At the end of Reconstruction (which was officially over after the inauguration of Rutherford B. Hayes in 1877) there was a clarion call among progressives in the former Confederate states for a “New South” –one that was open to industry and business (other than just cotton), and was modernized. Southern mountaineers –who had always been presented as the ultimate frontier heroes (Daniel Boone, Davy Crockett, even Andrew Jackson if you think about it) –were standing in the way of that, and the economic benefits (for some) that would come with it.

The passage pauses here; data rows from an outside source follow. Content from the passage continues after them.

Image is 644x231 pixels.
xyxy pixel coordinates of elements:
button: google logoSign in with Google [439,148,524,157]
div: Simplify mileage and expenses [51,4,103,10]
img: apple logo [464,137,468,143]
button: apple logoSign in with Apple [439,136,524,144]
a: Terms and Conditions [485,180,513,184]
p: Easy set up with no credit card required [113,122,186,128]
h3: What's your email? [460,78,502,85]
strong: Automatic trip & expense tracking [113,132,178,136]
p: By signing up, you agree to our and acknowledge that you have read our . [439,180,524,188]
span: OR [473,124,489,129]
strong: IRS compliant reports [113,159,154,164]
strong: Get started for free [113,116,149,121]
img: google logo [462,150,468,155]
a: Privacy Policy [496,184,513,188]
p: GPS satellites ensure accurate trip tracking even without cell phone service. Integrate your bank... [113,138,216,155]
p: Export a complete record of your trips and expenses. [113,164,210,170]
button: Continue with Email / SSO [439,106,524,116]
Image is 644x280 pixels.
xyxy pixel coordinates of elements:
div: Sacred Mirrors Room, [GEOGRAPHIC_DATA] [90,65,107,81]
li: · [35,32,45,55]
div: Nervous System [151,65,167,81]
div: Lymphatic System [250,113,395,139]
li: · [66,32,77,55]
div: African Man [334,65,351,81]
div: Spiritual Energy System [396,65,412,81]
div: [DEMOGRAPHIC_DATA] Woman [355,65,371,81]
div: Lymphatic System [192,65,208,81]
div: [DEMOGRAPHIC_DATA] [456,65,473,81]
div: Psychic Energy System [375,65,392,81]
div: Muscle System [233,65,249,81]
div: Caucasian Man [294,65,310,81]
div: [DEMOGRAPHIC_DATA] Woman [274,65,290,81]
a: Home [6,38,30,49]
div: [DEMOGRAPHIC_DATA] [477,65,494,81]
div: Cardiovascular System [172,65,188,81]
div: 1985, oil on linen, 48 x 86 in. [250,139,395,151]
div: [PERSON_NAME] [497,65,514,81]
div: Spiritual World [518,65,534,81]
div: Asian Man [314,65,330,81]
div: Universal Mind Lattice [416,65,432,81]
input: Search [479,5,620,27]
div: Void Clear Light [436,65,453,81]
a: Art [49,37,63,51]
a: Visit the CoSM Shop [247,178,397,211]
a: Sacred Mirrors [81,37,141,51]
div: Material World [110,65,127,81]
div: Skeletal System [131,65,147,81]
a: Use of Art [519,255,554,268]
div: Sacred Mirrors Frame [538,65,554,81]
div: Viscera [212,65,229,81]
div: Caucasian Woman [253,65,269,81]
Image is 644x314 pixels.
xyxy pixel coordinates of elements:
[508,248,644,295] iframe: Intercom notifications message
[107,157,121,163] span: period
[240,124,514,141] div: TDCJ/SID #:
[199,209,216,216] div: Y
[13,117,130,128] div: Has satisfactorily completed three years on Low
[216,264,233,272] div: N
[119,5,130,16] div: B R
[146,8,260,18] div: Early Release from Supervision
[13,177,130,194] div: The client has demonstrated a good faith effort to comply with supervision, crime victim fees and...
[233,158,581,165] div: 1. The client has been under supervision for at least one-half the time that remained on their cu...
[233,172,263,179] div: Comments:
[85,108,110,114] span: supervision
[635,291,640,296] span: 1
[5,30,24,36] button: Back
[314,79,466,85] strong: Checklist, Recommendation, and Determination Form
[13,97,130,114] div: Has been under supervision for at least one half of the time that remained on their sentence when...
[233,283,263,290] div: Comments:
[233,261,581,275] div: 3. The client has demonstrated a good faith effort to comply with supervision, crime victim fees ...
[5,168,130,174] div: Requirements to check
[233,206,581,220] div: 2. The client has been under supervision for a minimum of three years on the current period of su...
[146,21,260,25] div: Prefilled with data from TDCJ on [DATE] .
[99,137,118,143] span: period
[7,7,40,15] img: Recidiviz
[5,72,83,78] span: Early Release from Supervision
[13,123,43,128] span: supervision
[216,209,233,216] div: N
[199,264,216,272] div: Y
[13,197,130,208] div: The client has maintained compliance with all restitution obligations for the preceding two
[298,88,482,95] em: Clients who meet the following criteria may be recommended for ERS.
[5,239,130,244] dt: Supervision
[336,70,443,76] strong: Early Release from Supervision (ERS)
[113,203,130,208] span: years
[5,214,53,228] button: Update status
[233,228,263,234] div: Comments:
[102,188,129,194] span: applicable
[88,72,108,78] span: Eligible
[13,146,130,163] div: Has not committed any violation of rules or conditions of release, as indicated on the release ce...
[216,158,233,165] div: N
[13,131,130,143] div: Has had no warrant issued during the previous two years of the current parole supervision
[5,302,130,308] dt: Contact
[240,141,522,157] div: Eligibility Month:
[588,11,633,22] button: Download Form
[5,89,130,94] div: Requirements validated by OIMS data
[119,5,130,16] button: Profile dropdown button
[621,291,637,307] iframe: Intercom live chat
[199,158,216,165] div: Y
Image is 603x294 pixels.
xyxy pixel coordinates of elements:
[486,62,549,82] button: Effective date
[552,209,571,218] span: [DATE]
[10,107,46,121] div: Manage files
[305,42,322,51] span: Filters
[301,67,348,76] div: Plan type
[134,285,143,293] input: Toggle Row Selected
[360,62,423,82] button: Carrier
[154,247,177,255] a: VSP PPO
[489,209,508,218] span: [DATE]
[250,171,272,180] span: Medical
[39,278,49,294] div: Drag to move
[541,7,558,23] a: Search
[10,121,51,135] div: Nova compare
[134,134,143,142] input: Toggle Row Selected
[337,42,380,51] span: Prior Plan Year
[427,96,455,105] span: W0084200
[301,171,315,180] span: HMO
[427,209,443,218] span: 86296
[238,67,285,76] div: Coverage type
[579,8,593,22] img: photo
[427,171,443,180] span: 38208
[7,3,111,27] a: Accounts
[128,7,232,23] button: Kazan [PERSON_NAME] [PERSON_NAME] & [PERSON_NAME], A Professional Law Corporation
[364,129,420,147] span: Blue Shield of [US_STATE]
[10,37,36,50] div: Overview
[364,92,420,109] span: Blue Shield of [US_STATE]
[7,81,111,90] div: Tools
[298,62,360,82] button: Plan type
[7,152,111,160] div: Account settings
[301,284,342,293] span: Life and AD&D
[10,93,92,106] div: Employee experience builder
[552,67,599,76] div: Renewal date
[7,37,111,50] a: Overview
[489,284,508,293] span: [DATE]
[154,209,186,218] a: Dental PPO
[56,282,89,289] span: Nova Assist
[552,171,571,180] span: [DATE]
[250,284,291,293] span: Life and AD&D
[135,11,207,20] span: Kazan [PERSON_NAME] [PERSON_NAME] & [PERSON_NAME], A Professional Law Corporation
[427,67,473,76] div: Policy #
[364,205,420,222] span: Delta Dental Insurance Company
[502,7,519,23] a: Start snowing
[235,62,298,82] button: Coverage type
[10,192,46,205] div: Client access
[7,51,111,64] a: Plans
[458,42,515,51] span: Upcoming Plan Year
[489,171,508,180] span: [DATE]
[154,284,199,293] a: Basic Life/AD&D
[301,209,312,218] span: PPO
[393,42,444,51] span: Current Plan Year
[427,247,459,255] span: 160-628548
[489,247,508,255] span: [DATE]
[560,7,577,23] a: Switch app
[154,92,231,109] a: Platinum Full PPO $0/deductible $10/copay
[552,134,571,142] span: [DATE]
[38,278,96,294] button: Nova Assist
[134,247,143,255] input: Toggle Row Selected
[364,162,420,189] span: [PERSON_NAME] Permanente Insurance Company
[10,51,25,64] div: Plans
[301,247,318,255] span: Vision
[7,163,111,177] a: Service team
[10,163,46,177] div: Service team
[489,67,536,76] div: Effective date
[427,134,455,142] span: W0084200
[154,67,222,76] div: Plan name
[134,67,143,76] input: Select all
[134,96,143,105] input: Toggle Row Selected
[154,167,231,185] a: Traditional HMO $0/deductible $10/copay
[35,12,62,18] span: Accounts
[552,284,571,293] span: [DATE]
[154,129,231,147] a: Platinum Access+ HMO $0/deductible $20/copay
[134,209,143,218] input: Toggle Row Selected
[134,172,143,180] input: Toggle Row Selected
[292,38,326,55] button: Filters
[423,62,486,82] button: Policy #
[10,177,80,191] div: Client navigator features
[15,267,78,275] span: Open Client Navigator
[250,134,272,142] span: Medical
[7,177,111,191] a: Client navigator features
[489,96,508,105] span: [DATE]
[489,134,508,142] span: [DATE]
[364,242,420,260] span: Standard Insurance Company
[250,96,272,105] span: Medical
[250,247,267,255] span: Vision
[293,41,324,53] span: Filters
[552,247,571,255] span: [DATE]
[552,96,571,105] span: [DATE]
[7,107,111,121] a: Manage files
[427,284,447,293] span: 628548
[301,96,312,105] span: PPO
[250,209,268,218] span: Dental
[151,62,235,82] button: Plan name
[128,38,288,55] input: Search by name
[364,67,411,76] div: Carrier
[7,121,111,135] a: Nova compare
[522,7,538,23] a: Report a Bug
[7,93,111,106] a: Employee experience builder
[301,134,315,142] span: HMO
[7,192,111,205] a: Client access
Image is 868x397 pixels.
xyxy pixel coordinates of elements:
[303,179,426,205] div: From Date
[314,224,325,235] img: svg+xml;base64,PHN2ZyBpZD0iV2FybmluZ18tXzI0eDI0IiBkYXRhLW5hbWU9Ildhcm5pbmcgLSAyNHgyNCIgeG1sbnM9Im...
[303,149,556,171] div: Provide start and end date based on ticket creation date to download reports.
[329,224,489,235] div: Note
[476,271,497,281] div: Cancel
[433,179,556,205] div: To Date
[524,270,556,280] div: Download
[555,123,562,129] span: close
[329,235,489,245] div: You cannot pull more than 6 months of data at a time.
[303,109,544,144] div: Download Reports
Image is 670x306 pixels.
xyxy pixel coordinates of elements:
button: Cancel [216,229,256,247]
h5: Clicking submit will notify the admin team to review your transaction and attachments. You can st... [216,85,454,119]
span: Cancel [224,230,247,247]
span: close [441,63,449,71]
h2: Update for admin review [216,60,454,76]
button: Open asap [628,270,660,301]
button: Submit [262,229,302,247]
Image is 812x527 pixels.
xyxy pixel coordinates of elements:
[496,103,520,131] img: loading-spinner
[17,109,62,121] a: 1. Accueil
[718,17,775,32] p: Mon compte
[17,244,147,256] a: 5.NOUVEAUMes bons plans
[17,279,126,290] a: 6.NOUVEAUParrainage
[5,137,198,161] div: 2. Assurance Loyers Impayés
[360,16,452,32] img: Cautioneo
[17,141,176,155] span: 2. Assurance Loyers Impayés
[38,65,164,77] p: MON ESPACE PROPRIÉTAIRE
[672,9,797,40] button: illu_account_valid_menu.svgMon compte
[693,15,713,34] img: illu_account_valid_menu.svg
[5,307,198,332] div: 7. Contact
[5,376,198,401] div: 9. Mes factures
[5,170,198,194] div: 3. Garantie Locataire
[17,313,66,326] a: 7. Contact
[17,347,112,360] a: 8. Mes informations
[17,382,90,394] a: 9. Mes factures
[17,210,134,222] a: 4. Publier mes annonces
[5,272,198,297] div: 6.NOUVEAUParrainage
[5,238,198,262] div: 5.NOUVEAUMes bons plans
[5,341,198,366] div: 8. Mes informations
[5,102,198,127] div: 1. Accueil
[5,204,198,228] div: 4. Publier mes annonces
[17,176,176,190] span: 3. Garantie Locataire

Therefore, just like newspapers in Oklahoma, Arkansas, and Missouri were doing with the Five Tribes, papers started focusing heavily on the violence of the Moonshine Wars as evidence that Southern mountain folk were backward, wild, and uncivilized. They especially latched onto the Hatfield and McCoy feud on the Kentucky-West Virginia border, with papers all around the country taking it up. 



In the 1880s, therefore, the national image of southern mountain folk changed from that of rugged, self-sufficient frontier heroes to what we now call the “hillbilly stereotype” –violent, ignorant, wild, savage, lazy, dishonest, and incompetent. That is a far cry from Davy Crockett.




“Hillbilly” became shorthand for a group of people that it was okay for everyone else to make fun of and look down on (which is still the case –watch reality TV at any random time.) But more to the point –just like those “wild” Cherokees –hillbillies were both violent and backward, mentally incapable of knowing what was in their own best interests, and of controlling their own resources. So, just like in Indian Territory, it was okay for government and private business interests to come in and make those decisions (especially concerning resources) for them. By the 1920s and 1930s, by the way, Appalachian violence and the need to suppress it had expanded to include striking coalminers (watch the movie Matewan.)


Ned Christie, the “Cherokee outlaw”, and moonshiners in Southern Appalachia were both resisting what they considered to be a foreign government, and the act of their resistance reinforced the idea that they needed to be more firmly controlled (I think it could be strongly argued that the Cherokees had a lot more justification than moonshiners who didn’t want to pay taxes –my point is not the justification, but the mindset.) In both cases, this led to control of their natural resources passing out of their own hands.


The federal marshals, of course, were just doing their jobs… a hard and thankless job, made more dangerous by the circumstances of their times.

(by the way, to have the last portion of this piece essentially set to music, listen to the song above: "You'll Never Leave Harlan Alive." The song was played in each season finale of Justified, a TV series about a former coal-miner turned Deputy U.S. Marshal in Appalachian Kentucky.)